Combined, Elections LLC and Binnall’s firm—including the anonymous local subcontractors—absorbed more than half the legal costs on the quarter.

The spike in attorney fees comes after a significant dropoff late last year. That decrease coincided with a rise in the Republican National Committee’s costs, after the GOP agreed to foot Trump’s legal expenses in ongoing investigations into his business practices—up to $1.6 million.

The rest of MAGA PAC’s $2.6 million expense report included the committee’s biggest single payout: $590,000 to a company called 2M Document Management and Imaging, LLC, itemized for “research consulting.”

In all, the secretive Delaware-based entity pocketed about $1.17 million last quarter, already nosing near its 2021 total of $1.6 million. No other political committee has ever paid the company, according to federal data.

Trump’s trifurcated fundraising streams can be tough to follow. Last week, there was a second filing in addition to MAGA PAC, this one from the joint fundraising vehicle Trump shares with the RNC, called Save America—the same name as his leadership PAC. That group raised a total $19 million this quarter, which gets split between Trump groups and the RNC.

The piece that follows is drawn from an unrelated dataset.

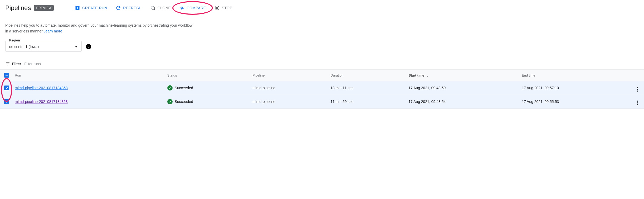  Describe the element at coordinates (322, 88) in the screenshot. I see `table-row: mlmd-pipeline-20210817134358 Succeeded m…` at that location.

Unlike MAGA PAC, however, the joint committee came out on top. It racked up about $8.6 million in operating costs, less than half its haul. Most of that money went to fundraising consultants and advertisers, and unlike MAGA PAC reported no legal fees—outside of a monthly $20,000 to Elections LLC. The committee currently holds about $6.4 million.

But we won’t have a complete picture of Trump’s finances until later this week, when his largest account—Save America leadership PAC, with $110 million in the bank—files its monthly report. We do know that it pulled at least $5.1 million in new transfers from the joint committee.

But as confounding as that all is, one MAGA PAC payment stands out as particularly curious: the one rent check made out to Trump Tower.

While the amount is the normal monthly rate of $37,541.67, there’s only one payment instead of the expected three. And it went to a curious destination—not Trump Tower itself, but a P.O. box in Hicksville, New York, a Long Island town an hour from Fifth Avenue.

The campaign’s rent checks have vacillated over the years between Trump Tower and Hicksville, seemingly at random, with no explanation. However, that mailbox is a short drive from Trump’s longtime accountants, Mazars USA.

MAGA PAC’s last rent check was made out Feb. 11. Three days later, Mazars dropped Trump as a client, citing unreliable financial statements.